Transaction Level                                                                                        
• Transactions keep track of their old version so the DBMS does not have to scan tuples to determine visibility.
• The DBMS determines when all versions created by a finishing transaction are no longer visible.
• May still maintain multiple threads to reclaim the memory fast enough for the workload.
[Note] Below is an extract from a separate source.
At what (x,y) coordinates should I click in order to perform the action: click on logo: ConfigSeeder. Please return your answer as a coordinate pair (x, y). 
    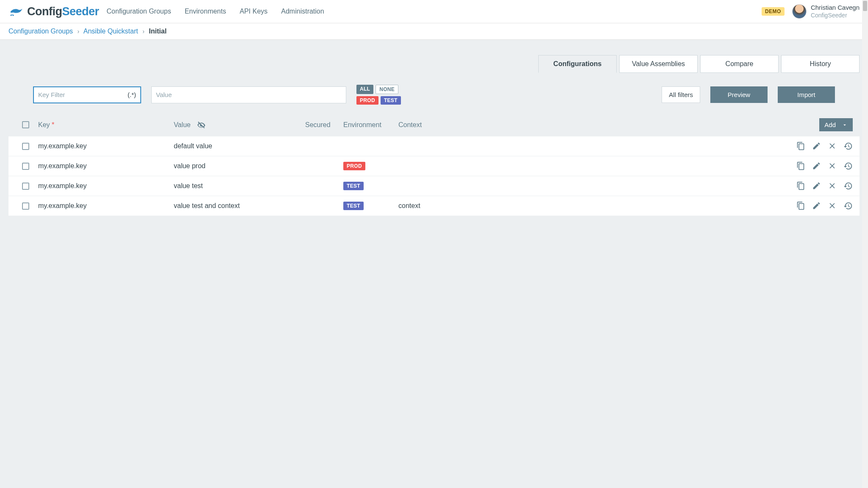
    Looking at the image, I should click on (54, 12).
Index Management                                                                                       
All MVCC DBMSs keep the database’s versioning information separate from its indexes. That is, the existence of a key in an index means that some version exists with that key but the index entry does not contain information about which versions of the tuple match. We define an index entry as a key/value pair, where the key is a tuple’s indexed attribute(s) and the value is a pointer to that tuple. The DBMS follows this pointer to a tuple’s version chain and then scans the chain to locate the version that is visible for a transaction. The DBMS will never incur a false negative from an index, but it may get false positive matches because the index can point to a version for a key that may not be visible to a particular transaction.
Primary Key                                                                                                            
Primary key indexes always point to the version chain head. If a transaction updates a primary key attribute(s), then this is treated as a DELETE followed by an INSERT.
Secondary Indexes                                                                  
Approach #1: Logical Pointer                                                                 
• Use a fixed identifier per tuple that does not change
• Requires an extra indirection layer
• Secondary indexes can store Primary Key or Tuple ID
Approach #2: Physical Address                                                                       

• Pointer physical points to tuple


Transaction Id Wraparound                                         
If the DBMS reaches the max value for its timestamps, it will have to wrap around and start at zero. This will make all previous versions be in the “future” from new transactions.
Postgres Txn-ID Wraparound                                                                   
• Stop accepting new commands when the system gets close to the max transaction id.
• Set a flag in each tuple header that says that it is “frozen” in the past. Any new transaction id will always be newer than a frozen version.
• Runs the vacuum before the system gets close to this upper limit.